Montana artist Amanda Bielby fulfilled her dream of becoming an artist through learning techniques in the building trades. See her website for more of her work.
Some would say that I was fooled at a young age by my athletic ability, a talent for fine detail and a learning disability that pulled me from school, steering me towards the building trades at a young age. I learned how to use a trowel, handle a paintbrush and finish a piece of wood.
I saw art in everything, like wooden boards, or the swirls of trowel marks on a cement floor. Throughout the workday, I daydreamed of how I could incorporate what I was experiencing into a work of art.
My artistic sensibility responded to house painting, especially when I discovered faux painting. I was on cloud nine and felt I had found my dream job.
I opened Amanda Paints LLC, and found myself doing some of the most exciting jobs in Missoula, Montana. I was restoring the ornamental painting in Missoula’s historic buildings. Completely swept away, I was hard at work. I canceled family weekends to meet deadlines. I concealed my developing arthritis through my back and shoulders, and consequently became grouchy due to the pain. My ability to think was fuzzy, and I started to suffer from panic attacks. My body was weakening.
Then I looked around, and saw that people I loved and admired in the trades were suffering as well from lung conditions, brain injuries, bad backs and other medical issues. I felt cornered.
Hope! I saw my childhood dream staring me in the face. Everything I needed was there, and I didn’t even have to buy an artist’s brush. I quit calling my paint shop a shop and started calling it a studio.
I believe craftsmen in the building trades develop and practice their own fine art. Due to always facing competition for contracts, we tend to forfeit our bodies and personal lives to get the job done. My art is my way of escaping that same fate. Yet, I still fulfill my passion for dirty hands and fine detail.
I love to create abstract impressionistic images. My inspiration emerges from the mountains, valleys and rivers of Montana. I try to express the moments and the existence of life and the seasons. These abstracts reflect the rocks of our rivers, the grain of wood, and layers of paint from my years spent in the building trades.

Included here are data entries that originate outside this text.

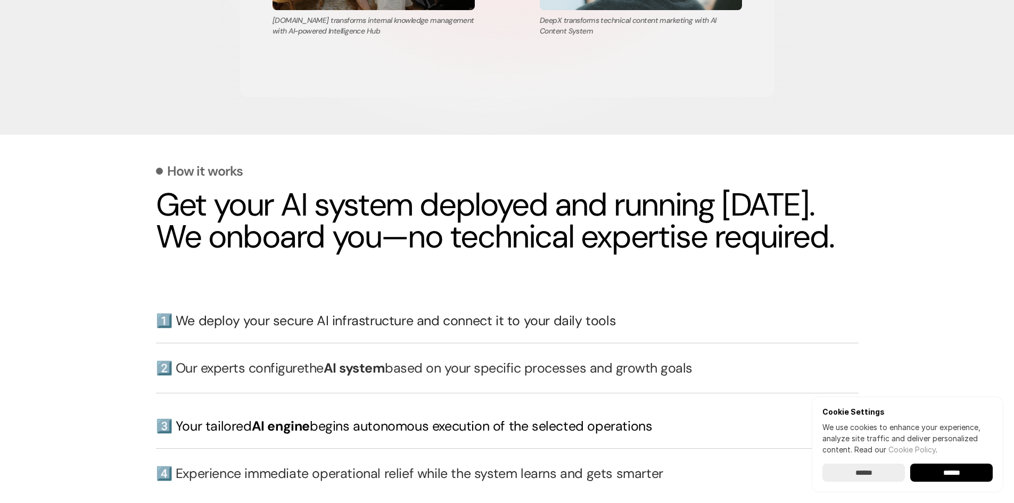 The image size is (1014, 503). What do you see at coordinates (896, 449) in the screenshot?
I see `span: Read our .` at bounding box center [896, 449].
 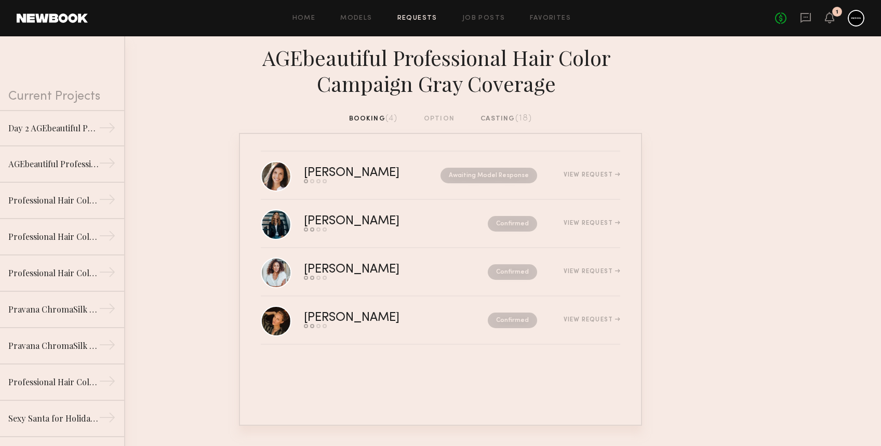 What do you see at coordinates (53, 128) in the screenshot?
I see `div: Day 2 AGEbeautiful Professional Hair Color Campaign` at bounding box center [53, 128].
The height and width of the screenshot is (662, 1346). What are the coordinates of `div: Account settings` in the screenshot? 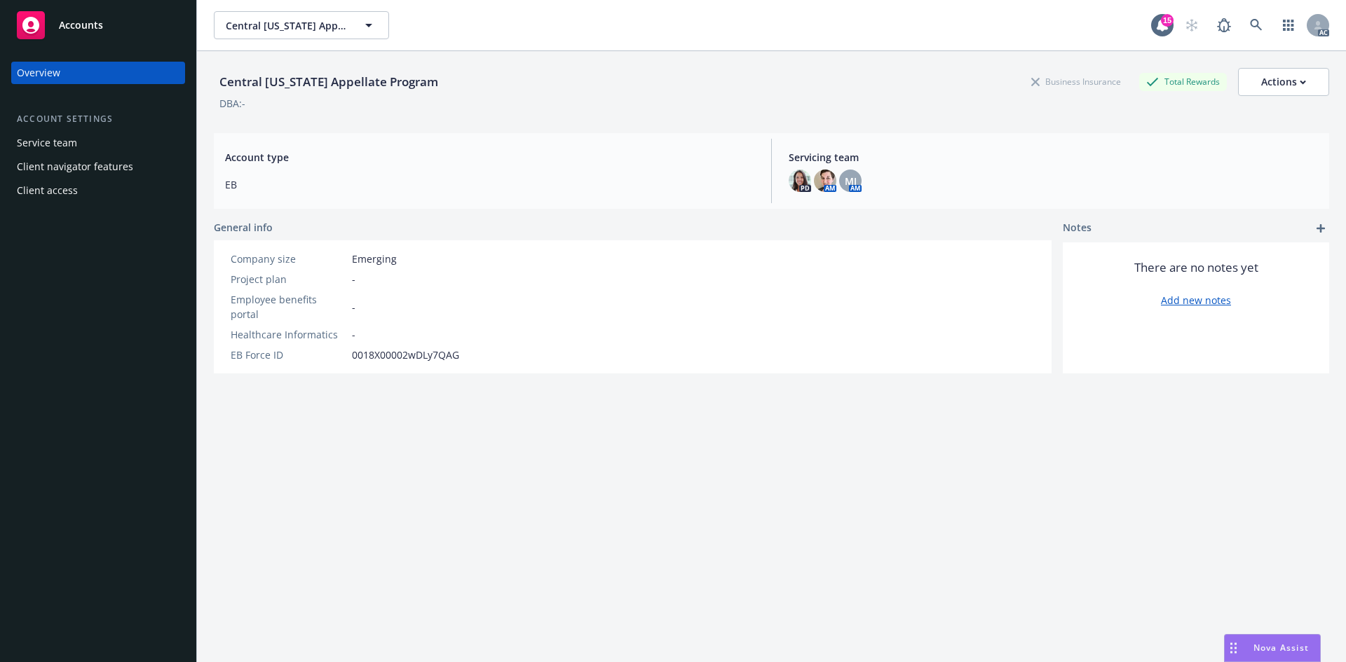 It's located at (98, 119).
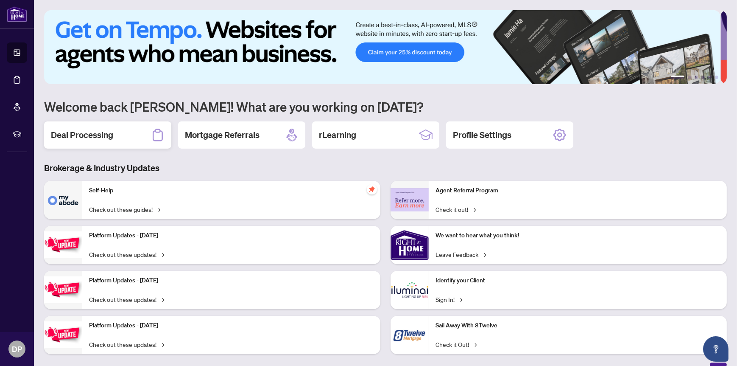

My background has motivated me to incorporate bits of building materials which would otherwise end up in the landfill. I fell in love with historic paint and plaster techniques that are usually used in a cathedral-like setting. I twist them around, add some modern mixes, and place them on some kind of portable substrate. This gives my collectors an opportunity to have a piece of the cathedral to add to their home or business.
Who would have thought that the very career that pulled me away from my dreams and pinned me down actually enabled me to go back to my life long dream of being an established artist?
Artist Amanda Bielby invites you to follow her on Facebook and Instagram.
Congratulations to you Amanda good luck in your best ever!!!!
Thanks, JoDee For being so supportive, a gal really needs it these days.